Islamists recruited by filling the development gap with jobs and loans – but some beheaded for defaulting
The Islamic insurgency is “a movement that has slowly built a resilient and diverse economic base in Mozambique, recruiting young men not only through the offer of wages or bounty but by providing them with capital to enter into both the illicit and licit economies,” explains an excellent report by Simone Haysom of the Global Initiative Against Transnational Organized Crime, published 25 October and available on https://globalinitiative.net/northern_mozambique_violence/
Young men were offered money, direct employment or bursaries in exchange for joining the movement. However “early leaders of ‘Al Shabaab’ had first begun to recruit young people into their mosques and madrassas (rather than an armed movement) with the offer of business loans. These loans could be invested in any sector of their interest and all new adherents to the sect moved into business. Some of them bought new boats for fishing, some started small shops selling food and consumer goods, and others established themselves as car-repair men or vendors of building materials or electrical tools. Some new members invested in entering the illegal mining trade or smuggling.”
“Many men who took loans from ‘Al Shabaab’ did not know what exactly they were getting themselves into. When the call came, one of things that was required of recruits was that they sell the new assets they had acquired, presumably to fund the attacks that began in October [2017]. In the week before the Mocímboa firefight, young men across the towns of Cabo Delgado sold their stock, stores and houses and left their homes to travel to Mocímboa da Praia. Not everyone was prepared to do this, however. Our information is that Al Shabaab’s recruiters were vague about the conditions attached to their loans. Young men were told that the loans were interest-free and could be invested however recipients saw fit – but when the movement called on them for help, they were obliged to answer. Those who held on to their assets without the movement’s permission, and without joining the fight or paying their dues, are now being targeted. This is why attacks on whole villages result in only a few deaths; the men who have defaulted are beheaded – and if they cannot be found, family members are made to pay the price,” Haysom writes.

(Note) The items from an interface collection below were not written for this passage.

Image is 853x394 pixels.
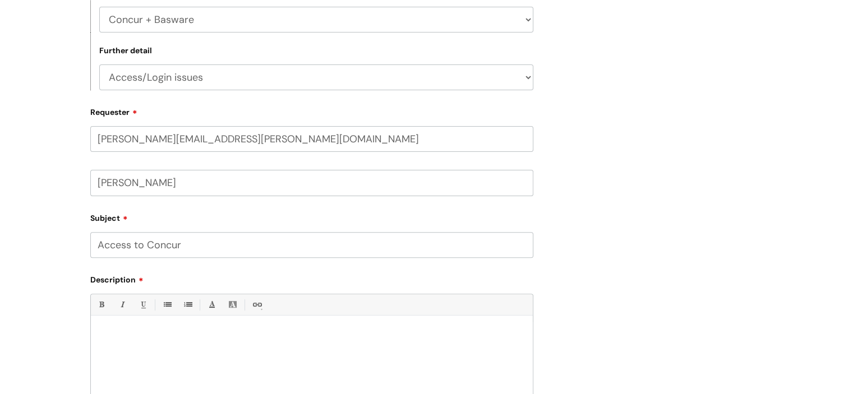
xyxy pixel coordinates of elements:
a: Underline(Ctrl-U) [136,298,150,312]
label: Subject [90,210,533,223]
a: Back Color [225,298,239,312]
label: Requester [90,104,533,117]
a: • Unordered List (Ctrl-Shift-7) [160,298,174,312]
a: Font Color [205,298,219,312]
a: Italic (Ctrl-I) [115,298,129,312]
a: Bold (Ctrl-B) [94,298,108,312]
label: Further detail [99,46,152,56]
a: 1. Ordered List (Ctrl-Shift-8) [181,298,195,312]
label: Description [90,271,533,285]
input: Your Name [90,170,533,196]
input: Email [90,126,533,152]
a: Link [250,298,264,312]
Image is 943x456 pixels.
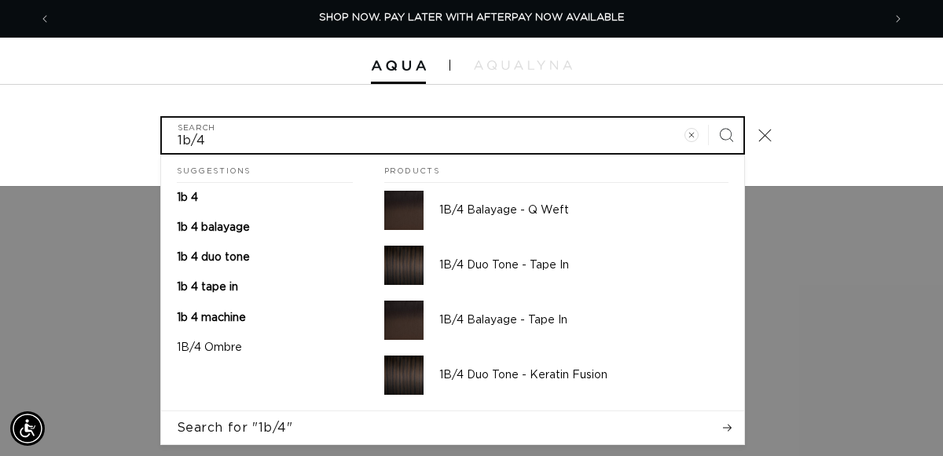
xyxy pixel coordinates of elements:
a: 1B/4 Ombre [161,333,368,363]
button: Search [708,118,743,152]
p: 1B/4 Ombre [177,341,242,355]
button: Previous announcement [27,4,62,34]
a: 1b 4 duo tone [161,243,368,273]
p: 1b 4 machine [177,311,246,325]
input: Search [162,118,743,153]
button: Clear search term [674,118,708,152]
span: Search for "1b/4" [177,419,293,437]
h2: Suggestions [177,155,353,183]
img: 1B/4 Balayage - Tape In [384,301,423,340]
a: 1B/4 Balayage - Q Weft [368,183,744,238]
button: Next announcement [881,4,915,34]
iframe: Chat Widget [864,381,943,456]
a: 1B/4 Balayage - Tape In [368,293,744,348]
img: aqualyna.com [474,60,572,70]
p: 1b 4 tape in [177,280,238,295]
a: 1B/4 Duo Tone - Tape In [368,238,744,293]
a: 1b 4 machine [161,303,368,333]
a: 1B/4 Duo Tone - Keratin Fusion [368,348,744,403]
img: 1B/4 Balayage - Q Weft [384,191,423,230]
span: 1b 4 machine [177,313,246,324]
button: Close [748,119,782,153]
a: 1b 4 tape in [161,273,368,302]
div: Accessibility Menu [10,412,45,446]
img: Aqua Hair Extensions [371,60,426,71]
span: 1b 4 [177,192,198,203]
span: 1b 4 balayage [177,222,250,233]
p: 1B/4 Duo Tone - Tape In [439,258,728,273]
a: 1b 4 balayage [161,213,368,243]
img: 1B/4 Duo Tone - Tape In [384,246,423,285]
img: 1B/4 Duo Tone - Keratin Fusion [384,356,423,395]
span: SHOP NOW. PAY LATER WITH AFTERPAY NOW AVAILABLE [319,13,624,23]
a: 1b 4 [161,183,368,213]
p: 1B/4 Balayage - Tape In [439,313,728,328]
span: 1b 4 tape in [177,282,238,293]
p: 1B/4 Balayage - Q Weft [439,203,728,218]
p: 1b 4 [177,191,198,205]
span: 1b 4 duo tone [177,252,250,263]
p: 1b 4 balayage [177,221,250,235]
h2: Products [384,155,728,183]
p: 1B/4 Duo Tone - Keratin Fusion [439,368,728,383]
p: 1b 4 duo tone [177,251,250,265]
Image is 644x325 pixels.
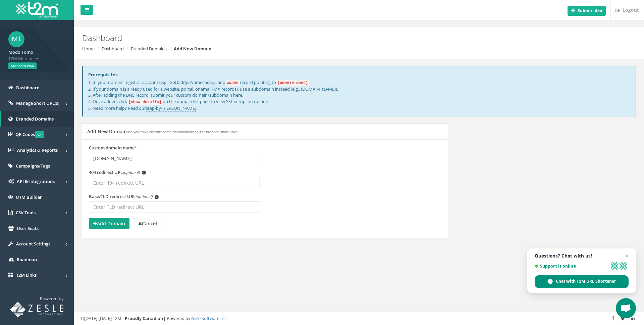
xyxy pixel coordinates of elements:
input: Enter 404 redirect URL [89,177,260,188]
a: Branded Domains [131,46,167,52]
span: User Seats [17,225,38,231]
a: Cancel [134,218,161,229]
code: [DOMAIN_NAME] [276,80,309,86]
span: T2M Links [16,272,37,278]
em: (optional) [135,194,153,199]
span: Dashboard [16,85,40,90]
b: Submit idea [577,8,602,13]
span: Questions? Chat with us! [534,253,629,258]
a: Home [82,46,95,52]
a: Modo Tomo T2M Member [8,47,65,62]
div: ©[DATE]-[DATE] T2M – | Powered by [81,315,637,321]
span: Standard Plan [8,62,37,69]
span: i [154,195,159,199]
input: Enter TLD redirect URL [89,201,260,213]
small: use your own custom domain/subdomain to get branded short links. [127,129,238,134]
em: (optional) [123,170,140,175]
code: [show details] [127,99,163,105]
label: Custom domain name [89,145,137,151]
button: Submit idea [567,6,606,16]
input: Enter domain name [89,153,260,164]
span: Account Settings [16,240,50,247]
strong: Cancel [138,220,157,226]
label: Base/TLD redirect URL [89,193,159,199]
label: 404 redirect URL [89,169,146,176]
strong: Add New Domain [174,46,211,52]
span: CSV Tools [16,210,35,215]
strong: Proudly Canadian [125,315,163,321]
img: T2M [16,3,58,17]
span: Close chat [623,251,631,260]
span: UTM Builder [16,194,42,200]
span: QR Codes [15,131,44,137]
strong: Modo Tomo [8,49,33,55]
a: Zesle Software Inc. [190,315,227,321]
a: Dashboard [102,46,124,52]
span: API & Integrations [17,178,54,184]
code: CNAME [226,80,240,86]
span: Support is online [534,263,607,269]
strong: Add Domain [93,220,125,226]
span: Campaigns/Tags [16,163,50,169]
div: Open chat [616,298,636,318]
span: i [142,171,146,174]
span: Branded Domains [16,116,54,122]
span: Chat with T2M URL Shortener [556,278,616,284]
button: Add Domain [89,218,129,229]
h5: Add New Domain [87,129,238,134]
span: MT [8,31,24,47]
span: v2 [35,131,44,138]
strong: Prerequisites: [88,71,119,78]
span: T2M Member [8,55,65,62]
a: step-by-[PERSON_NAME] [146,105,196,112]
div: Chat with T2M URL Shortener [534,275,629,288]
span: Powered by [40,296,63,301]
span: Manage Short URL(s) [16,100,60,106]
p: 1. In your domain registrar account (e.g., GoDaddy, Namecheap), add record pointing to 2. If your... [88,79,630,111]
span: Analytics & Reports [17,147,58,153]
img: T2M URL Shortener powered by Zesle Software Inc. [10,301,63,317]
h2: Dashboard [82,33,541,42]
span: Roadmap [17,256,37,262]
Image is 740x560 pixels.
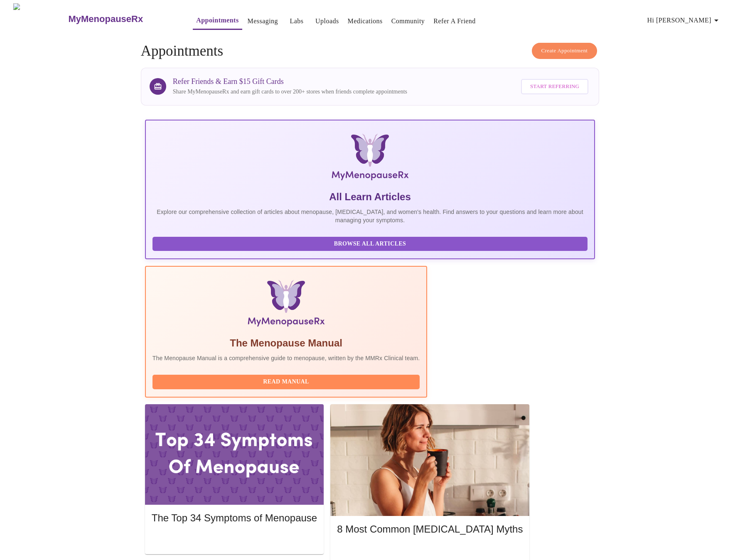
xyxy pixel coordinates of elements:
img: MyMenopauseRx Logo [220,134,520,184]
h5: The Menopause Manual [152,336,420,350]
button: Hi [PERSON_NAME] [644,12,725,29]
button: Community [388,13,428,29]
a: MyMenopauseRx [67,5,176,34]
a: Start Referring [519,75,591,98]
a: Uploads [315,15,339,27]
a: Refer a Friend [434,15,476,27]
h5: All Learn Articles [152,190,588,204]
span: Hi [PERSON_NAME] [647,15,721,26]
button: Uploads [312,13,342,29]
button: Start Referring [521,79,589,94]
button: Read More [337,544,522,558]
h5: The Top 34 Symptoms of Menopause [152,512,317,525]
button: Read Manual [152,375,420,389]
h3: Refer Friends & Earn $15 Gift Cards [173,77,407,86]
span: Read More [345,546,515,556]
button: Labs [284,13,310,29]
a: Community [391,15,425,27]
span: Browse All Articles [161,239,579,249]
span: Start Referring [530,82,579,91]
a: Messaging [248,15,278,27]
button: Create Appointment [532,43,598,59]
p: Explore our comprehensive collection of articles about menopause, [MEDICAL_DATA], and women's hea... [152,208,588,225]
p: The Menopause Manual is a comprehensive guide to menopause, written by the MMRx Clinical team. [152,354,420,362]
h5: 8 Most Common [MEDICAL_DATA] Myths [337,523,522,536]
button: Refer a Friend [430,13,479,29]
img: MyMenopauseRx Logo [13,4,67,34]
span: Read Manual [161,377,412,388]
p: Share MyMenopauseRx and earn gift cards to over 200+ stores when friends complete appointments [173,88,407,96]
h4: Appointments [141,43,600,59]
a: Read More [337,547,525,554]
a: Labs [290,15,304,27]
h3: MyMenopauseRx [68,14,143,25]
a: Appointments [196,15,239,26]
img: Menopause Manual [195,280,377,330]
span: Read More [160,534,309,545]
a: Read More [152,535,319,542]
a: Medications [348,15,383,27]
button: Appointments [193,12,242,30]
button: Browse All Articles [152,237,588,251]
button: Messaging [244,13,282,29]
button: Medications [345,13,386,29]
a: Browse All Articles [152,239,590,246]
button: Read More [152,532,317,547]
span: Create Appointment [541,46,588,55]
a: Read Manual [152,378,422,385]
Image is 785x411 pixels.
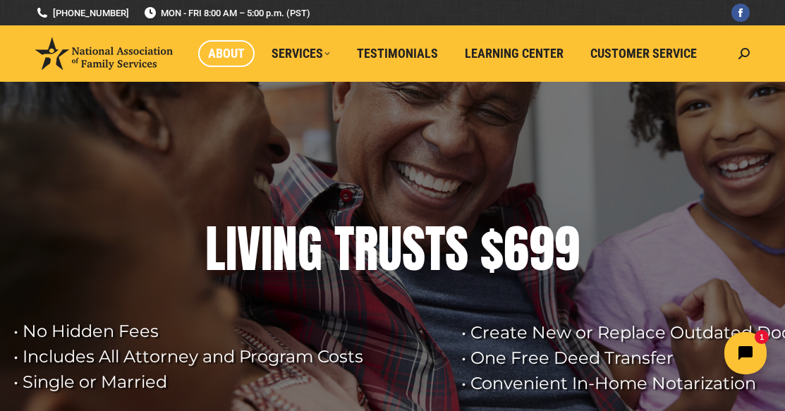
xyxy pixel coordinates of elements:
[554,221,579,277] div: 9
[261,221,272,277] div: I
[208,46,245,61] span: About
[455,40,573,67] a: Learning Center
[272,221,298,277] div: N
[529,221,554,277] div: 9
[445,221,468,277] div: S
[480,221,503,277] div: $
[13,319,398,395] rs-layer: • No Hidden Fees • Includes All Attorney and Program Costs • Single or Married
[590,46,697,61] span: Customer Service
[334,221,354,277] div: T
[226,221,237,277] div: I
[580,40,706,67] a: Customer Service
[354,221,378,277] div: R
[298,221,322,277] div: G
[35,37,173,70] img: National Association of Family Services
[465,46,563,61] span: Learning Center
[35,6,129,20] a: [PHONE_NUMBER]
[402,221,425,277] div: S
[357,46,438,61] span: Testimonials
[378,221,402,277] div: U
[198,40,255,67] a: About
[271,46,330,61] span: Services
[237,221,261,277] div: V
[731,4,749,22] a: Facebook page opens in new window
[503,221,529,277] div: 6
[143,6,310,20] span: MON - FRI 8:00 AM – 5:00 p.m. (PST)
[425,221,445,277] div: T
[536,320,778,386] iframe: Tidio Chat
[205,221,226,277] div: L
[347,40,448,67] a: Testimonials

“The illicit economy is indistinguishable from the local economy in areas where smuggling is prevalent,” Haysom notes. “Illicit trades – ranging from wildlife poaching and drug trafficking to artisanal mining and human smuggling – have fostered corruption and undermined state legitimacy, provided livelihoods and local investment where the licit economy has not, and kept borders porous and the coastline unmonitored. Political figures, the ruling party and their elite criminal associates have openly benefited from both the licit and illicit extraction of natural resources, while the local community has often been punished for their involvement in informal illicit economies and denied the benefits of formal investment and economic growth. Into this crucible of resentment, extremists have stepped, offering opportunities for study and capital, and mobilizing their recruits to challenge violently the existing power relations.”
She concludes: “Illicit trade has also fostered corruption in the north and, in this way, has played a vital role in the breakdown of law and order, which has allowed the insurgency to establish itself locally and across the region.”
The heroin trade is part of that illicit trade, and it was the subject to a report by the editor of this newsletter earlier this year, available on: http://bit.ly/Moz-heroin
There are no jobs, so don’t be fooled
Don’t be enticed by false promises of jobs in Cabo Delgado, warned President Filipe Nyusi in a speech in Memba, Nampula, on 8 December. (AIM 9 Dec) Memba is one of the poorest districts and the President is in effect admitting that with little development and no jobs, it is easy for Islamic militants to recruit young men with the promise of work.